If you are saying you have seen the original typewritten official report and Prof. Snyder has not then please post the original.wm wrote:Yes! I say that there are no sources given because I can see it with my own eyeballs.
I'm sure that man hasn't seen the Lipski's report ever. He was using some secondary sources, I can feel it.
Otherwise he would know that:was a part of the typewrited official report but the:[Hitler] has in mind an idea for settling the Jewish problem by way of emigration to the colonies in accordance with an understanding with Poland, Hungary, and possibly also Rumaniawas added by Lipski using a pen (or pencil) - as a joke.at which point I told him that if he finds such a solution we will erect him a beautiful monument in Warsaw
Maybe you can provide a copy of authenticated original report from Likpski to Beck of 20 Spetember 1938 to support your argument against Snyder and others who quote this particular report.
Further:
DIPLOMAT IN BERLIN
1933-1939
Edited by Waclaw Jedrzejewicz
Columbia University Press 1968 New York and London
411:
f ) that he has in mind an idea for settling the Jewish problem by way of emigration to the colonies in accordance with an understanding with Poland, Hungary, and possibly also Rumania (at which point I told him that if he finds such a solution we will erect him a beautiful monument in Warsaw).
Ambassador Jozef Lipski's archives are on file in New York at the Jozef Pilsudski Institute of America for Research in the Modern History of Poland. Wactaw Jedrzejewicz, former Polish army officer, diplomat, and cabinet member, was in the 1950's when he compiled these documents, Professor Emeritus of Wellesley and Ripon colleges.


Work task — Show every line of the data that includes the word "switch".

(Dataset listings of figures)

BEGIN

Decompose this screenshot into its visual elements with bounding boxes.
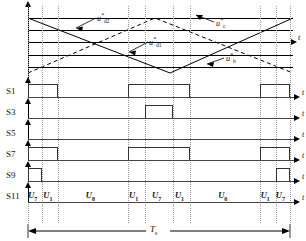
switch-row-label: S11: [6, 191, 20, 201]
voltage-vector-sub: 1: [135, 196, 138, 202]
voltage-vector-sub: 7: [282, 196, 285, 202]
voltage-vector-label: U1: [261, 190, 270, 202]
voltage-vector-label: U7: [28, 190, 37, 202]
voltage-vector-sub: 7: [34, 196, 37, 202]
period-label-sub: s: [155, 230, 157, 236]
voltage-vector-sub: 7: [158, 196, 161, 202]
switch-row-s11: S11t: [0, 0, 306, 241]
switch-row-y-axis-arrow-icon: [25, 182, 31, 188]
voltage-vector-sub: 0: [224, 196, 227, 202]
voltage-vector-label: U7: [152, 190, 161, 202]
voltage-vector-sub: 1: [181, 196, 184, 202]
voltage-vector-label: U8: [86, 190, 95, 202]
switch-row-t-axis: [28, 202, 294, 203]
voltage-vector-label: U1: [175, 190, 184, 202]
switch-row-t-label: t: [302, 193, 304, 202]
period-bar: Ts: [0, 224, 306, 241]
period-label: Ts: [150, 224, 157, 236]
voltage-vector-label: U1: [43, 190, 52, 202]
figure-root: t u*d2: [0, 0, 306, 241]
voltage-vector-sub: 1: [49, 196, 52, 202]
voltage-vector-label: U1: [129, 190, 138, 202]
voltage-vector-label: U0: [218, 190, 227, 202]
voltage-vector-sub: 1: [267, 196, 270, 202]
voltage-vector-label: U7: [276, 190, 285, 202]
switch-row-t-axis-arrow-icon: [294, 199, 300, 205]
voltage-vector-sub: 8: [92, 196, 95, 202]
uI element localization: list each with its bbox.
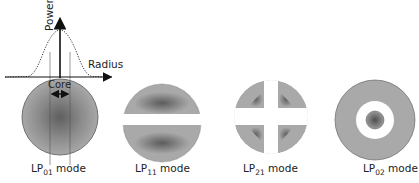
lp-modes-figure: Power Radius Core [0,0,419,183]
label-suffix: mode [53,162,86,174]
label-subscript: 21 [255,168,265,177]
label-prefix: LP [243,162,255,174]
label-suffix: mode [265,162,298,174]
lp21-mode-pattern [230,78,312,158]
lp21-mode-label: LP21 mode [243,162,298,177]
label-subscript: 02 [375,168,385,177]
lp01-mode-pattern [22,79,98,155]
figure-svg: Power Radius Core [0,0,419,183]
label-subscript: 11 [147,168,157,177]
label-prefix: LP [363,162,375,174]
lp11-mode-label: LP11 mode [135,162,190,177]
radius-axis-label: Radius [88,58,123,70]
core-label: Core [48,79,71,90]
label-suffix: mode [385,162,418,174]
label-suffix: mode [157,162,190,174]
label-prefix: LP [135,162,147,174]
label-subscript: 01 [43,168,53,177]
label-prefix: LP [31,162,43,174]
lp02-mode-label: LP02 mode [363,162,418,177]
lp02-mode-pattern [335,80,415,160]
power-axis-label: Power [43,0,55,31]
lp01-mode-label: LP01 mode [31,162,86,177]
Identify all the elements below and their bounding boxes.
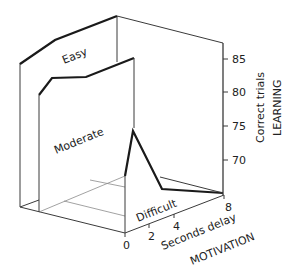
- y-axis: 85 80 75 70 Correct trials LEARNING: [223, 43, 284, 195]
- easy-top-edge: [117, 16, 223, 43]
- x-axis: 0 2 4 8 Seconds delay MOTIVATION: [123, 195, 257, 268]
- y-axis-title-learning: LEARNING: [271, 80, 284, 136]
- series-moderate: Moderate: [39, 58, 134, 212]
- learning-motivation-3d-chart: Easy Moderate Difficult 85 80 75 70 Corr…: [0, 0, 301, 272]
- floor-grid-1: [39, 176, 125, 212]
- x-tick-label-2: 2: [148, 230, 155, 243]
- moderate-label: Moderate: [52, 125, 106, 157]
- floor-grid-2: [90, 180, 125, 187]
- series-easy: Easy: [20, 16, 223, 207]
- easy-label: Easy: [60, 45, 89, 67]
- moderate-line: [39, 58, 134, 95]
- x-tick-label-0: 0: [123, 239, 130, 252]
- y-tick-label-85: 85: [232, 53, 246, 66]
- x-tick-label-4: 4: [173, 220, 180, 233]
- y-tick-label-70: 70: [232, 154, 246, 167]
- series-difficult: Difficult: [125, 131, 223, 225]
- floor-grid-3: [64, 201, 125, 216]
- floor: [20, 176, 224, 233]
- y-axis-label-correct-trials: Correct trials: [254, 72, 267, 143]
- y-tick-label-80: 80: [232, 86, 246, 99]
- floor-back-left: [20, 200, 39, 207]
- y-tick-label-75: 75: [232, 120, 246, 133]
- difficult-line: [125, 131, 223, 193]
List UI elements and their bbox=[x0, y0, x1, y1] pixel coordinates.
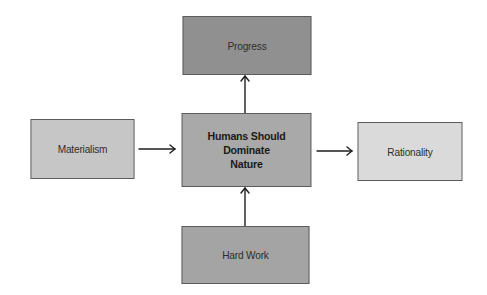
node-hard-work: Hard Work bbox=[182, 226, 310, 284]
node-rationality: Rationality bbox=[358, 122, 463, 181]
arrow-center-to-rationality bbox=[317, 147, 352, 155]
node-progress-label: Progress bbox=[227, 39, 266, 53]
node-hard-work-label: Hard Work bbox=[222, 248, 269, 262]
arrow-hardwork-to-center bbox=[241, 188, 249, 226]
node-materialism-label: Materialism bbox=[58, 142, 108, 156]
node-rationality-label: Rationality bbox=[387, 145, 432, 159]
node-progress: Progress bbox=[183, 16, 312, 75]
arrow-materialism-to-center bbox=[139, 145, 175, 153]
node-materialism: Materialism bbox=[31, 119, 135, 179]
node-center-label-line2: Dominate bbox=[223, 143, 270, 157]
arrow-center-to-progress bbox=[241, 76, 249, 113]
node-humans-should-dominate-nature: Humans Should Dominate Nature bbox=[182, 113, 312, 187]
node-center-label-line3: Nature bbox=[230, 157, 262, 171]
node-center-label-line1: Humans Should bbox=[207, 129, 285, 143]
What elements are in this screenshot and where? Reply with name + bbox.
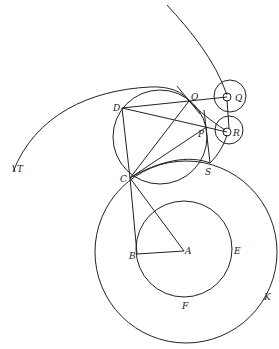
curve-T xyxy=(13,87,189,172)
label-T: T xyxy=(17,164,24,174)
label-E: E xyxy=(233,246,241,256)
label-R: R xyxy=(232,128,240,138)
geometry-diagram: T D O Q R P S C B A E F K xyxy=(0,0,279,349)
label-S: S xyxy=(205,167,211,177)
label-Q: Q xyxy=(235,93,243,103)
segment-Q-R xyxy=(227,100,229,128)
line-BA xyxy=(137,251,184,254)
label-P: P xyxy=(197,129,205,139)
line-P-S xyxy=(204,110,210,163)
line-DC xyxy=(122,108,130,178)
spiral-curve-top xyxy=(167,5,227,95)
inner-circle-EF xyxy=(136,201,232,297)
line-CP xyxy=(130,128,205,178)
label-A: A xyxy=(184,246,192,256)
line-DO xyxy=(122,101,189,108)
label-O: O xyxy=(191,92,199,102)
label-F: F xyxy=(181,301,189,311)
label-B: B xyxy=(128,251,136,261)
label-K: K xyxy=(263,292,272,302)
line-CB xyxy=(130,178,137,254)
diagram-canvas: T D O Q R P S C B A E F K xyxy=(0,0,279,349)
line-CA xyxy=(130,178,184,251)
label-D: D xyxy=(112,103,120,113)
label-C: C xyxy=(120,174,127,184)
line-CO xyxy=(130,101,189,178)
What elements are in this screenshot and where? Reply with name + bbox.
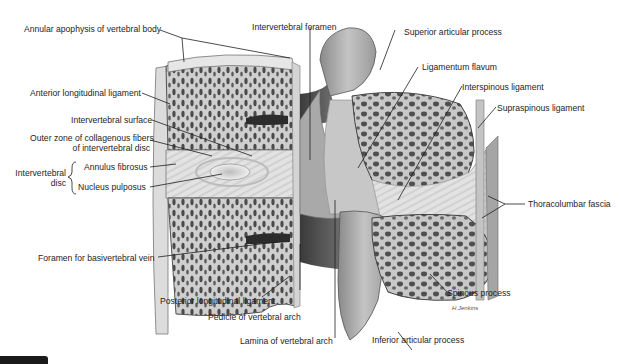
label-interspinous-ligament: Interspinous ligament <box>462 82 544 92</box>
label-ligamentum-flavum: Ligamentum flavum <box>422 62 497 72</box>
label-inferior-articular-process: Inferior articular process <box>372 335 464 345</box>
label-posterior-longitudinal-ligament: Posterior longitudinal ligament <box>160 296 275 306</box>
label-intervertebral-disc: Intervertebral disc <box>8 168 66 188</box>
label-intervertebral-foramen: Intervertebral foramen <box>252 22 337 32</box>
figure-number-tab <box>0 356 48 364</box>
label-spinous-process: Spinous process <box>447 288 511 298</box>
label-intervertebral-surface: Intervertebral surface <box>71 115 152 125</box>
label-foramen-basivertebral-vein: Foramen for basivertebral vein <box>38 253 155 263</box>
thoracolumbar-fascia-shape <box>486 136 498 300</box>
label-outer-zone-line1: Outer zone of collagenous fibers <box>30 133 150 143</box>
label-lamina-vertebral-arch: Lamina of vertebral arch <box>240 336 333 346</box>
label-nucleus-pulposus: Nucleus pulposus <box>78 182 146 192</box>
anatomy-figure: H.Jenkins Annular apophysis of vertebral… <box>0 0 620 364</box>
label-superior-articular-process: Superior articular process <box>404 27 502 37</box>
label-anterior-longitudinal-ligament: Anterior longitudinal ligament <box>30 88 141 98</box>
anterior-longitudinal-ligament-shape <box>153 66 168 334</box>
label-intervertebral-disc-line2: disc <box>8 178 66 188</box>
label-thoracolumbar-fascia: Thoracolumbar fascia <box>528 199 611 209</box>
label-outer-zone: Outer zone of collagenous fibers of inte… <box>30 133 150 153</box>
label-annulus-fibrosus: Annulus fibrosus <box>84 162 148 172</box>
superior-articular-process-shape <box>320 28 376 96</box>
label-outer-zone-line2: of intervertebral disc <box>30 143 150 153</box>
label-supraspinous-ligament: Supraspinous ligament <box>497 103 584 113</box>
artist-signature: H.Jenkins <box>452 305 478 311</box>
label-pedicle-vertebral-arch: Pedicle of vertebral arch <box>208 312 301 322</box>
nucleus-pulposus <box>210 164 250 180</box>
upper-spinous-process <box>352 92 474 192</box>
disc-bracket <box>68 162 76 194</box>
label-intervertebral-disc-line1: Intervertebral <box>8 168 66 178</box>
upper-vertebral-body <box>166 59 296 150</box>
supraspinous-ligament-shape <box>476 100 484 300</box>
label-annular-apophysis: Annular apophysis of vertebral body <box>24 24 161 34</box>
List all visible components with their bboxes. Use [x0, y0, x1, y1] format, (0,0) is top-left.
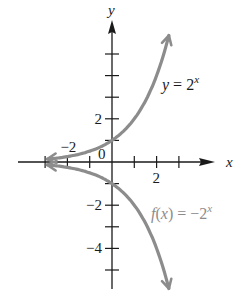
x-tick-label: −2 [60, 139, 76, 155]
x-axis-label: x [225, 154, 233, 170]
origin-label: 0 [98, 146, 106, 162]
x-axis-arrow-icon [199, 158, 215, 166]
label-y-equals-2-to-x: y = 2x [160, 73, 199, 94]
y-axis-arrow-icon [108, 20, 116, 34]
labels: xy−222−2−40y = 2xf(x) = −2x [60, 2, 233, 256]
y-tick-label: −4 [86, 240, 102, 256]
y-tick-label: −2 [86, 197, 102, 213]
x-tick-label: 2 [153, 170, 161, 186]
exponential-graph: xy−222−2−40y = 2xf(x) = −2x [0, 0, 248, 305]
axes [18, 20, 215, 289]
y-tick-label: 2 [95, 111, 103, 127]
y-axis-label: y [106, 2, 115, 18]
label-f-equals-neg-2-to-x: f(x) = −2x [151, 202, 212, 223]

END

Solution to the problem —
switch-row-label: S11: [6, 191, 20, 201]
switch-row-s11: S11t: [0, 0, 306, 241]
switch-row-y-axis-arrow-icon: [25, 182, 31, 188]
switch-row-t-axis: [28, 202, 294, 203]
switch-row-t-label: t: [302, 193, 304, 202]
switch-row-t-axis-arrow-icon: [294, 199, 300, 205]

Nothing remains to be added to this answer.